◆ DIRECTIONS FOR THIS TASK: Exclude the pictures. Transcribe, exactly as written, the lines from the one with "This screenshot has" through the end of the entries below.

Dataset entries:
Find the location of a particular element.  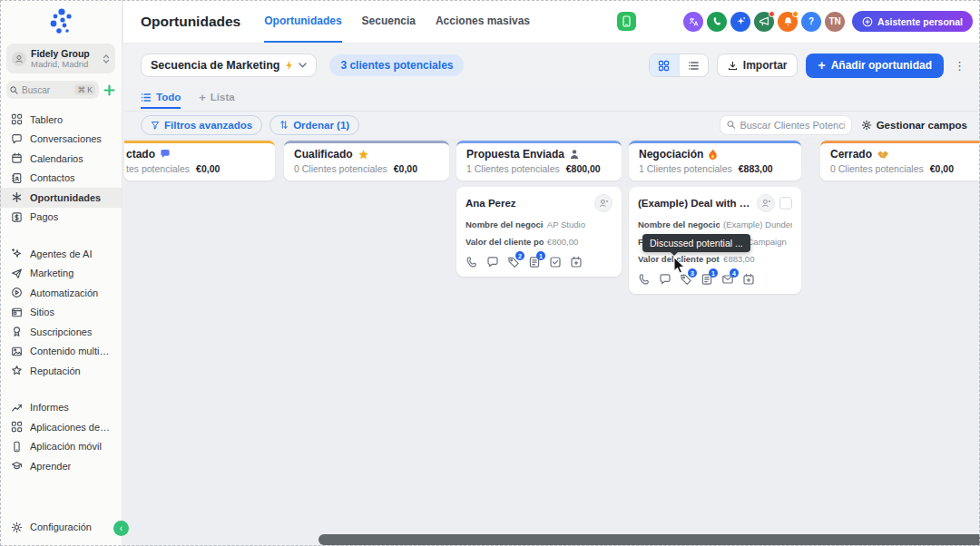

sidebar-item-agentes-ai: Agentes de AI is located at coordinates (61, 254).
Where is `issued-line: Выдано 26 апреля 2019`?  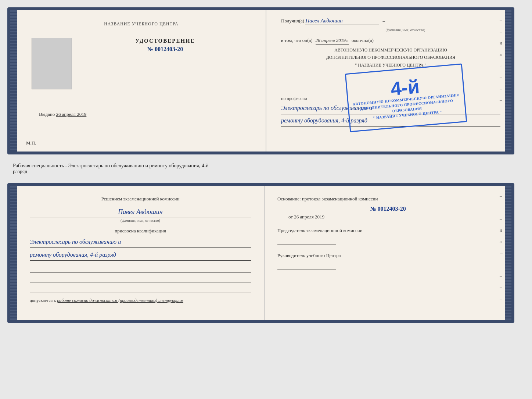 issued-line: Выдано 26 апреля 2019 is located at coordinates (141, 114).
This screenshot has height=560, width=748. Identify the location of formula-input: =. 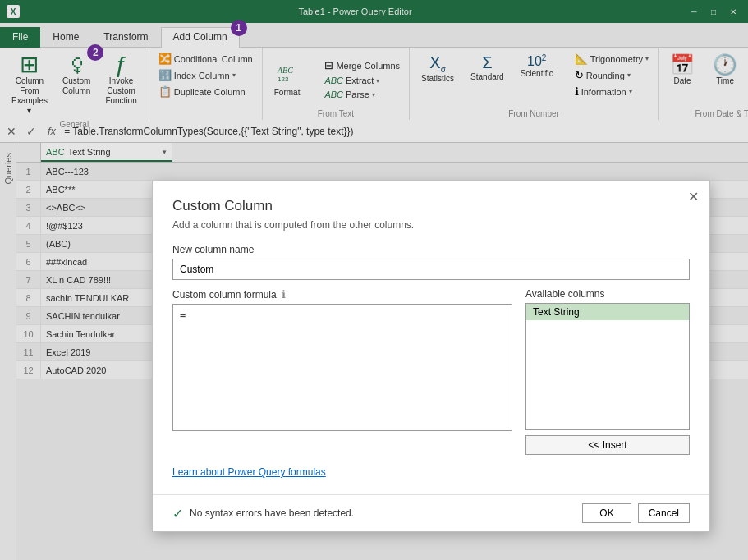
(342, 368).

◆ RESULT FOR THIS TASK:
This screenshot has height=560, width=748. Identify the location of formula-input: =. 
(342, 368).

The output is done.